Ben Gorman

Ben Gorman

Life's a garden. Dig it.

The Perceptron is a model of a single biological neuron. However, our brain doesn't have just one neuron - it has ~86 billion of them! More importantly, our brains neurons are connected together such that the output of one neuron becomes the input to another neuron.

Could we arrange Perceptrons in a similar manner?

Multilayer Perceptron

Seems feasible, but does this give us some sort of advantage?

Think about this..

Remember that pesky example that illustrated the Perceptron's difficulty classifying 2x2 depictions of stairs?

Stairs

Recall, the Perceptron struggles with this task because the Perceptron is a linear model; lightening a pixel can only increase or decrease the model's prediction score.

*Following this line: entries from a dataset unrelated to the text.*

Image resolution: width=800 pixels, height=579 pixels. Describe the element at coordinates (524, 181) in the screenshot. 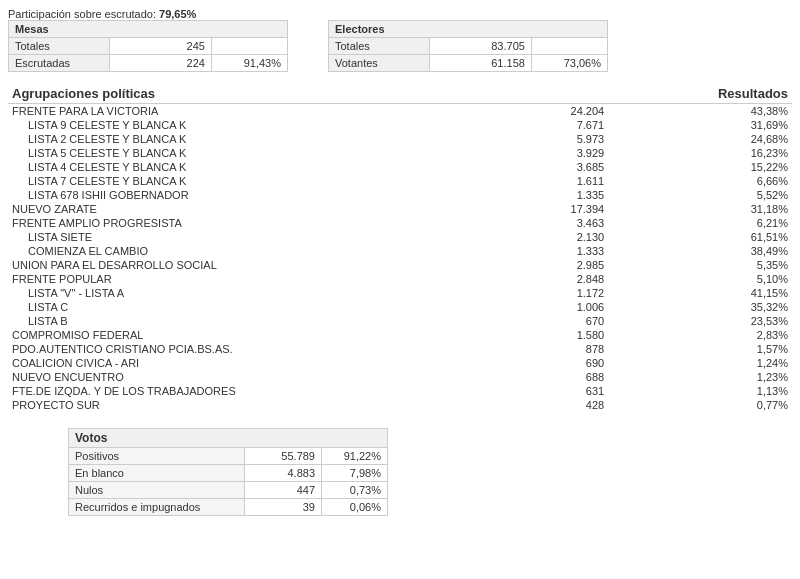

I see `sub-party-votes: 1.611` at that location.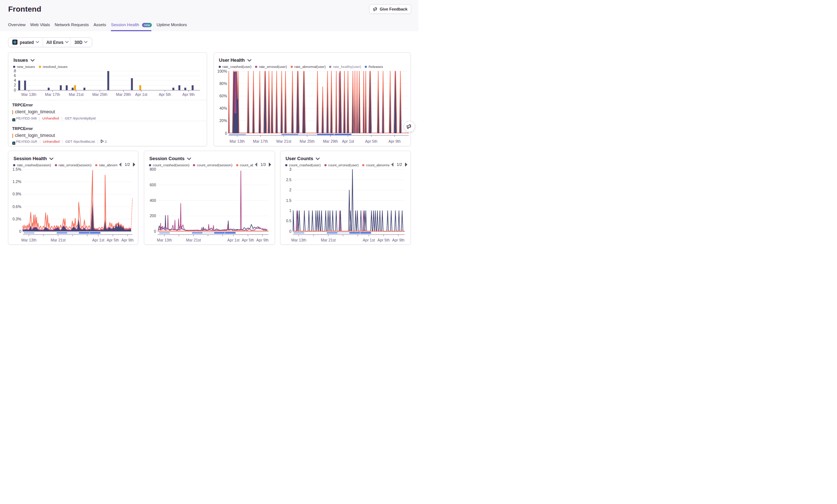  What do you see at coordinates (153, 216) in the screenshot?
I see `svg-text: 200` at bounding box center [153, 216].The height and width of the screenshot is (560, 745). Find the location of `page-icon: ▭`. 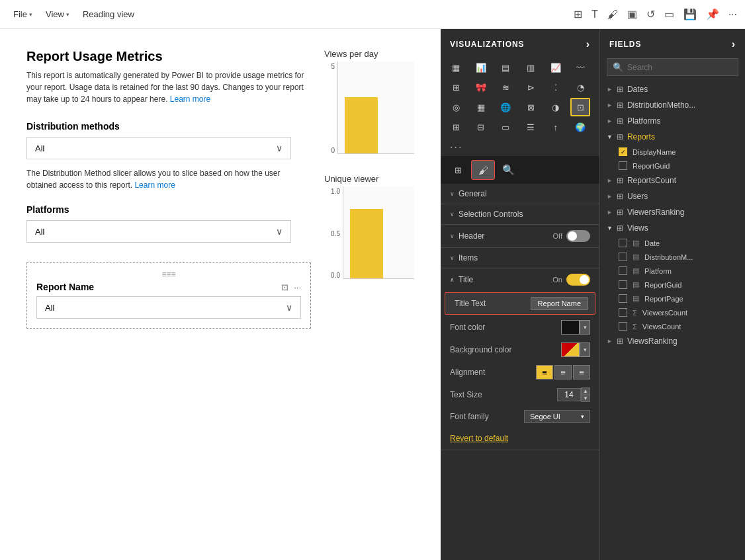

page-icon: ▭ is located at coordinates (670, 15).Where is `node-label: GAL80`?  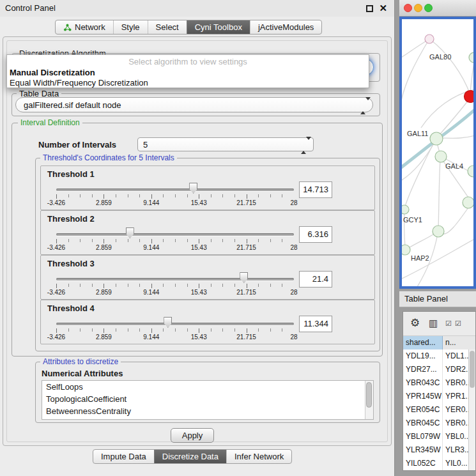 node-label: GAL80 is located at coordinates (440, 57).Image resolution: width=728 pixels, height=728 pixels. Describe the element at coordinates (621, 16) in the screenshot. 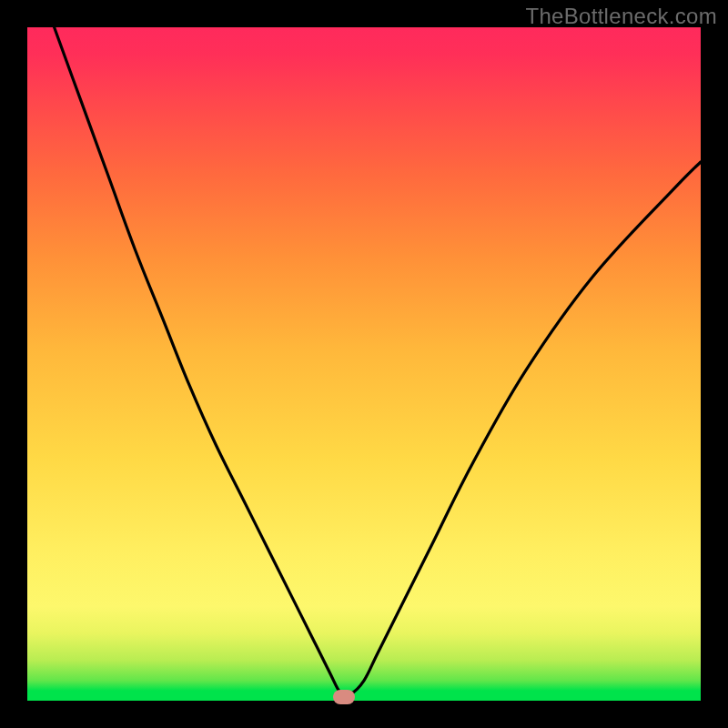

I see `watermark-text: TheBottleneck.com` at that location.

However, to classify stairs, we clearly need some non-linear logic. Lightening pixel x 1 x_1 x1 should increase or decrease our assertion of stairs depending on the value of x 2 x_2 x2 .

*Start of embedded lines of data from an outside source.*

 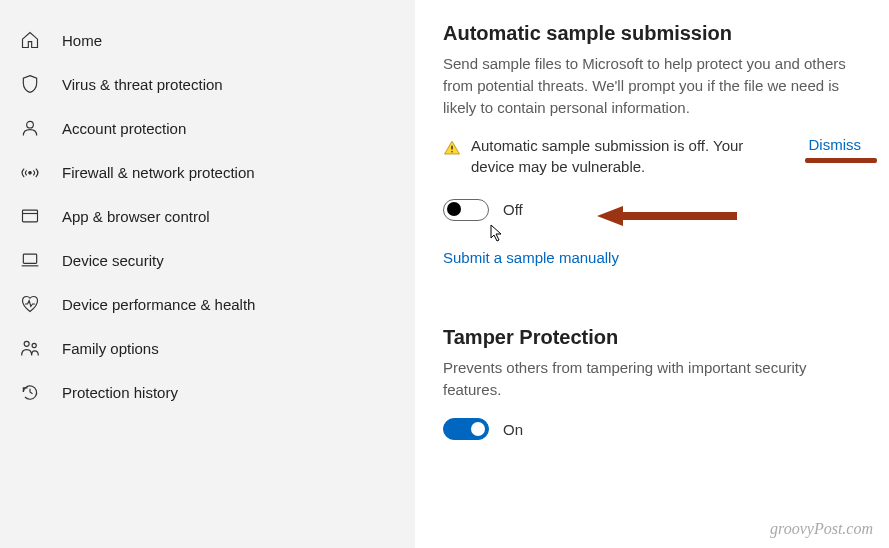 What do you see at coordinates (212, 128) in the screenshot?
I see `sidebar-item-account: Account protection` at bounding box center [212, 128].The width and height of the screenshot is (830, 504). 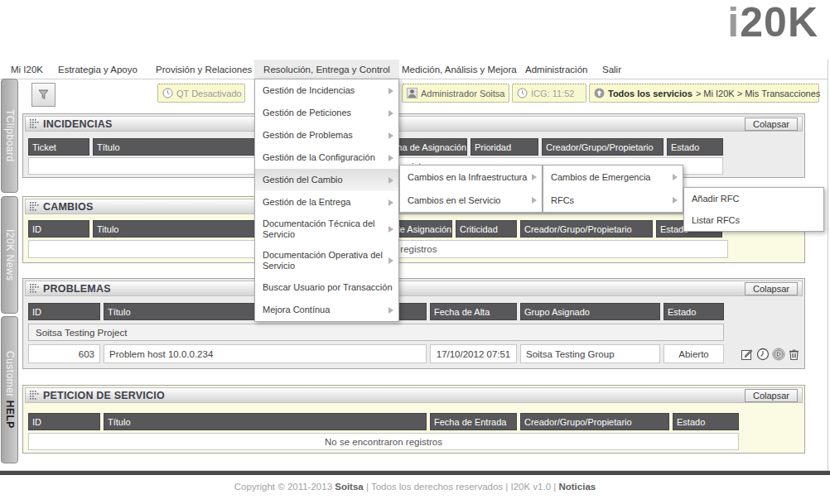 I want to click on menu-item-gestion-peticiones: Gestión de Peticiones, so click(x=326, y=113).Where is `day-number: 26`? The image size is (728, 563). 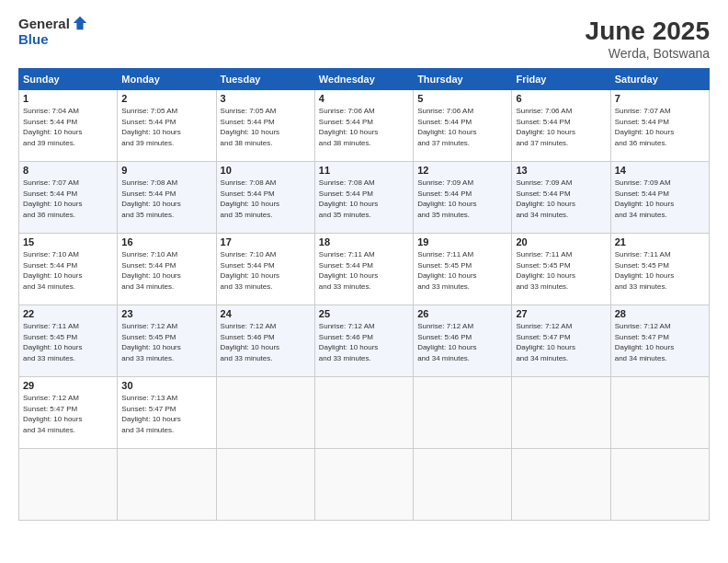
day-number: 26 is located at coordinates (462, 314).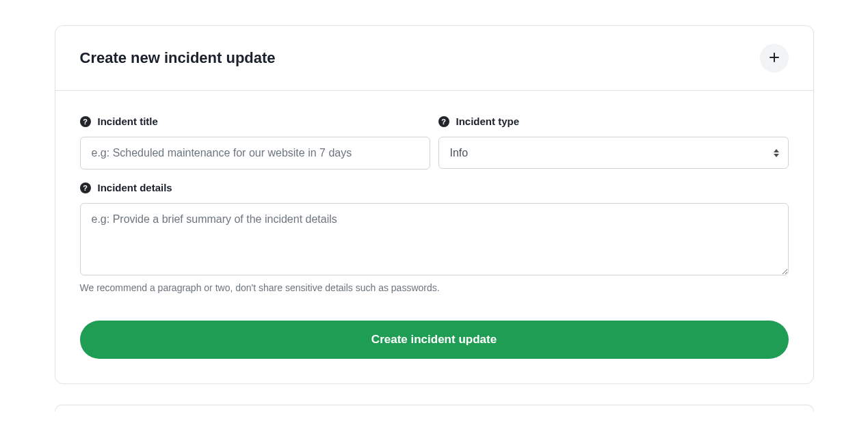 Image resolution: width=868 pixels, height=434 pixels. Describe the element at coordinates (488, 122) in the screenshot. I see `label-text: Incident type` at that location.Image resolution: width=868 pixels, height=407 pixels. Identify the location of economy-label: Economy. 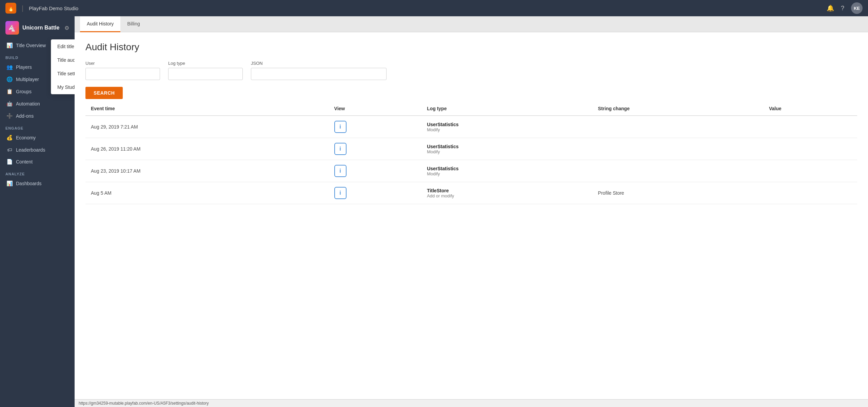
(26, 138).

Chaining Perceptrons together gives us exactly the nonlinearity we need to solve tasks like these. (In the subsequent challenge, you're tasks to hand-craft a MLP to classify stairs like these.)

Observe

With enough thought and creativity, perhaps you could've derived Multilayer Perceptrons. But notice how naturally this model appears when you simply attempt to mimmick the structure and behavior of the brain. This is why understanding the brain is so valuable - it's a fantastic north star for developing new approaches to machine vision (and ultimately AGI).